Wednesday, July 19, 2017

A million ain't what it used to be

Back when I was coming up, a million dollars was a lot of money. If you were worth a million bucks you were considered "rich." In a town of 50,000, there might have been a few dozen millionaires and half a dozen or so folks with a net worth of ten million or more.

Those were the "super-rich" of the era.

Today a million bucks won't buy you a house in Toronto or Vancouver.

I'm contemplating these numbers because of something I read in my Globe and Mail today.

The story quotes a Conservative Party website as saying "Justin Trudeau has made Khadr one of the wealthiest men in Canada..."

As you know, Khadr's lawyers negotiated a ten million dollar settlement with the government for violating his Charter rights.

Lot's of folks are having shit hemorrages over this. Go to Twitter and search "Khadr settlement" and you'll be mightily impressed (or depressed) at the bile emanating from your fellow Canadians.

You'd think Khadr was personally responsible for writing the Charter of Rights and then finagled his way into Gitmo, just to trick the government of Canada into violating his rights so he could sue them big time.

But back to that hoary claim that a ten million dollar settlement has made him "one of the wealthiest men in Canada."

Not likely. In that town of 50,000 I came up in, which is now a small city of 130,000, there are today many dozens of folks with a net worth of ten million or more. Extrapolate that across the country and you've got tens of thousands of men with a net worth of ten million, and more than a few women too.

So when you claim that this settlement, which is entirely in line with previous settlements our government has made with other Canadians who have had their Charter rights violated, makes Khadr one of the richest men in the country, you're engaging in something that used to be called "yellow journalism."

I might expect to see that in Ezra's arch racist Rebel Media, but I'm surprised to find it, unchallenged, in Canada's putative newspaper of record.

And I'm profoundly disturbed that the Conservative Party would stoop to this level of hate-mongering.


__TASK OBJECTIVE__
Your answer should be the lines of the data below that contain "PACIFIC".

------------

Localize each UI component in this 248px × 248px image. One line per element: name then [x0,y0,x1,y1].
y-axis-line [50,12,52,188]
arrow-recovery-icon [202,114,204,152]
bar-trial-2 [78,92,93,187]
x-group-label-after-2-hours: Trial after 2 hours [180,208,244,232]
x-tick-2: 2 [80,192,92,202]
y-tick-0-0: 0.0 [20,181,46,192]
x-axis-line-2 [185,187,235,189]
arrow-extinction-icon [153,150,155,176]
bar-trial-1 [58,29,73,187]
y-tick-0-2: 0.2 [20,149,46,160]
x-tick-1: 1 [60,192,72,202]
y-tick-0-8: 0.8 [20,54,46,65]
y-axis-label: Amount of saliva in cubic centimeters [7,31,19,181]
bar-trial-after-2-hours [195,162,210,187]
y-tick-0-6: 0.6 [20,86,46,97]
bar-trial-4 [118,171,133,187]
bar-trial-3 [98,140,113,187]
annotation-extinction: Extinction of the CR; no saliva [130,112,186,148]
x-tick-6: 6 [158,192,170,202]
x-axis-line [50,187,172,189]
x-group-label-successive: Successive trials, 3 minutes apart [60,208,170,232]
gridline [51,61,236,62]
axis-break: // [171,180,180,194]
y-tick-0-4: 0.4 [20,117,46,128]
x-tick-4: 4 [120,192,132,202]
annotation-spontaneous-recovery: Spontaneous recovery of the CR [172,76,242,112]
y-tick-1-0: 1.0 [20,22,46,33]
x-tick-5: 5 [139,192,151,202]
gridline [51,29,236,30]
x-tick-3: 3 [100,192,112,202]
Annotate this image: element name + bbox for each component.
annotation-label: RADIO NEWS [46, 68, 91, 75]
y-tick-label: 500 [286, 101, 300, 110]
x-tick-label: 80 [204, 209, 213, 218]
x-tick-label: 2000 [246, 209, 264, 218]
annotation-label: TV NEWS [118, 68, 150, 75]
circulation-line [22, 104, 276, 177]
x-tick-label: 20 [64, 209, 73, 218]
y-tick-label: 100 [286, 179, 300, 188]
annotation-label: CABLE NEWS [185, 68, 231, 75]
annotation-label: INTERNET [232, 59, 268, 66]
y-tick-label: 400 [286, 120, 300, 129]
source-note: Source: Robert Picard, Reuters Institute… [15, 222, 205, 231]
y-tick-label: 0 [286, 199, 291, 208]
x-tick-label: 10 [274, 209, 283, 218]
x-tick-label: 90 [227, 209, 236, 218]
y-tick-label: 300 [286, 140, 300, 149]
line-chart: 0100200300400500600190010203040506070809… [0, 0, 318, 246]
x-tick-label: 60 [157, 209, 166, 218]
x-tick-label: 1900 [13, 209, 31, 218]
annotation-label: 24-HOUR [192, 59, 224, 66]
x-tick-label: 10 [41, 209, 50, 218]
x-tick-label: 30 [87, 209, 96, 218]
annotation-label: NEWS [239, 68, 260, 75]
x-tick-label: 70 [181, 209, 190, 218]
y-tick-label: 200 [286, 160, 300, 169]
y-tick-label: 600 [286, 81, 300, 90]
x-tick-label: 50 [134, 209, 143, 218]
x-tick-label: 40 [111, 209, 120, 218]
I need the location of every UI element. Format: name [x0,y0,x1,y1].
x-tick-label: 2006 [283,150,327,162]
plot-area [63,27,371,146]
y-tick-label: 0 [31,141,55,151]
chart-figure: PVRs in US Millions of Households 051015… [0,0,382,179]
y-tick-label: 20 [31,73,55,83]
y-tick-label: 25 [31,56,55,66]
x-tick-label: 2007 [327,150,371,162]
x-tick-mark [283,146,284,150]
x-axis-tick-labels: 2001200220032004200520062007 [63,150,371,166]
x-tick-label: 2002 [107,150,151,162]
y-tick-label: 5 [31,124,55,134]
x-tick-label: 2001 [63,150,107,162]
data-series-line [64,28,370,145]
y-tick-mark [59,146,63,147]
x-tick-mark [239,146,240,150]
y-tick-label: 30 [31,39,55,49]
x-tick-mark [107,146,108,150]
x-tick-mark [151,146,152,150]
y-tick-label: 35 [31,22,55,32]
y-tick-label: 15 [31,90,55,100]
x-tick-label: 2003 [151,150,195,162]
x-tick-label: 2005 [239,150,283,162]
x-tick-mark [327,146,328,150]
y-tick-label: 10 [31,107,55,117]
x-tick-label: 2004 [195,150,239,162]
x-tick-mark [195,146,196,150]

------------

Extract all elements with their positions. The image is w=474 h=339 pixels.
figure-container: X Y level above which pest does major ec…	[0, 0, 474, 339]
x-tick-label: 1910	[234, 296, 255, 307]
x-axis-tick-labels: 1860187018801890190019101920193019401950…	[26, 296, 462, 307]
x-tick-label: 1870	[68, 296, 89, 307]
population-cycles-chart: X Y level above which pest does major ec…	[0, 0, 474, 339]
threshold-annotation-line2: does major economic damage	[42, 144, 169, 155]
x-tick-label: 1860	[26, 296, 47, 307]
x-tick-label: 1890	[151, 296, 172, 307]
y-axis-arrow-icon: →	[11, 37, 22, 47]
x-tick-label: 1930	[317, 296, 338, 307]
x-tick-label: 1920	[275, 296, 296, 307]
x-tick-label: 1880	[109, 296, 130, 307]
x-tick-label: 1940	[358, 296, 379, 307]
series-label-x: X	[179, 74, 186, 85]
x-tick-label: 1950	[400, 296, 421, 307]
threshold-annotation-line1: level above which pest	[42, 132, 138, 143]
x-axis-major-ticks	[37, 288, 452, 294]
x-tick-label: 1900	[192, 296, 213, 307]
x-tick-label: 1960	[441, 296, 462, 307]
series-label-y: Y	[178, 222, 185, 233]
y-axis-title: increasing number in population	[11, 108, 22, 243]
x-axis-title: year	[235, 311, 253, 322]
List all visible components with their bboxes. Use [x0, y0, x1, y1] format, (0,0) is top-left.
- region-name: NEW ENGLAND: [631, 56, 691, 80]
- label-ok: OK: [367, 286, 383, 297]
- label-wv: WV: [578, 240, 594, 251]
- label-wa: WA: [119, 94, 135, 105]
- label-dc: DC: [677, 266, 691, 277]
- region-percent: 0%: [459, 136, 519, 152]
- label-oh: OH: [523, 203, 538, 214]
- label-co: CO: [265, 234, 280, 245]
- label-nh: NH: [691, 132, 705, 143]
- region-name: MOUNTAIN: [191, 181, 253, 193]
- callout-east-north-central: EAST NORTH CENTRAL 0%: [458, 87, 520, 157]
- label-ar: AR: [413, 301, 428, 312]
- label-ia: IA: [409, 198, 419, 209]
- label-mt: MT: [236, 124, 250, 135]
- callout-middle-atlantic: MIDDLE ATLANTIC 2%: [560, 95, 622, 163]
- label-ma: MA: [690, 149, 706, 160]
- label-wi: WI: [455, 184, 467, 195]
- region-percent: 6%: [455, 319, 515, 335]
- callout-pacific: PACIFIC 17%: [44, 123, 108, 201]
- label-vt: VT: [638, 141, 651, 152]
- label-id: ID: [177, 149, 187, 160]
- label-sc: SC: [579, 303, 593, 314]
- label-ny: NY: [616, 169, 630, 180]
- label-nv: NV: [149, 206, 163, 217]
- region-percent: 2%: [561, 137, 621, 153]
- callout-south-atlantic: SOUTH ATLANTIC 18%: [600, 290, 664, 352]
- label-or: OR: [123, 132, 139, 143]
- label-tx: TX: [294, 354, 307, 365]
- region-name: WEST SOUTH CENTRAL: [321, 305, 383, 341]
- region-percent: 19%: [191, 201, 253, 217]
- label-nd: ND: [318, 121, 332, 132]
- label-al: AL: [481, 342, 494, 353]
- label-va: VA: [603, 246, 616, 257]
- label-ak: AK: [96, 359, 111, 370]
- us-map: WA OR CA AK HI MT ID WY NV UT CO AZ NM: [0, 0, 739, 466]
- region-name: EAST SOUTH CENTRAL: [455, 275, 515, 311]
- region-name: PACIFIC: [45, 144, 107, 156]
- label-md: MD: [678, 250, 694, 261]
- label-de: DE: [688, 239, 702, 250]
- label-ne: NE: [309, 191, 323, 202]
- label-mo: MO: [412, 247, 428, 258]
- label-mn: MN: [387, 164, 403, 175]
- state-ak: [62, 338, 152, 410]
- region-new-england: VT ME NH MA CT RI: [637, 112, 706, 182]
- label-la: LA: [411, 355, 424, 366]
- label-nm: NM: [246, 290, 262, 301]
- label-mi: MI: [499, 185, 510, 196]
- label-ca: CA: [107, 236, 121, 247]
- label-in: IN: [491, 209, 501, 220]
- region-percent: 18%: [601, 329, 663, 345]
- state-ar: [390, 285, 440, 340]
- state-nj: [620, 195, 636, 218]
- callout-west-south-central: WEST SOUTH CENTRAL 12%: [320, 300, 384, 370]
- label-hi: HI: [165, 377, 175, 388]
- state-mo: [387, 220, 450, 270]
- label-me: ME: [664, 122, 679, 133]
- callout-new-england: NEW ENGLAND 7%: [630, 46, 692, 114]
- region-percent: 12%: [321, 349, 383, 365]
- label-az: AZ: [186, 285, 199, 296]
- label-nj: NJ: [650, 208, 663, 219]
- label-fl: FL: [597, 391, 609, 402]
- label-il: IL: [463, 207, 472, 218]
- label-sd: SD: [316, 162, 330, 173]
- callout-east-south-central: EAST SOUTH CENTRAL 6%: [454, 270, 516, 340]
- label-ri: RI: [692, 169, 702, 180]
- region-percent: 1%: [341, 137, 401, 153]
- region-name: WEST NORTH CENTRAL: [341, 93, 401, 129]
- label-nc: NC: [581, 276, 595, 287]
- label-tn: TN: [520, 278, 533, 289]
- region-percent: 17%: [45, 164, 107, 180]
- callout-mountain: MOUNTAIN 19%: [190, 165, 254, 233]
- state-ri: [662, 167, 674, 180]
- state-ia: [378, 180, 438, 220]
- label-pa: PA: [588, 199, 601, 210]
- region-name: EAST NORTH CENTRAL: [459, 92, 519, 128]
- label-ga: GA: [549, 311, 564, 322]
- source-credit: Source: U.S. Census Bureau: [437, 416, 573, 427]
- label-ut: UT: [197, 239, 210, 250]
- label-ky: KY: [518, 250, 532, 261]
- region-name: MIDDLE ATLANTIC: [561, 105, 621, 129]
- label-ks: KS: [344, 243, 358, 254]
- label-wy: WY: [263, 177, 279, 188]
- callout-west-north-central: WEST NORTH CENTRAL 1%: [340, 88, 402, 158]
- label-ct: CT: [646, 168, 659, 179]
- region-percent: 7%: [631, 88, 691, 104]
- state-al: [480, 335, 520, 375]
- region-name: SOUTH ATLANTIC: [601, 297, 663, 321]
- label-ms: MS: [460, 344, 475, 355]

------------

__TASK ANSWER__
- callout-pacific: PACIFIC 17%: [44, 123, 108, 201]
- region-name: PACIFIC: [45, 144, 107, 156]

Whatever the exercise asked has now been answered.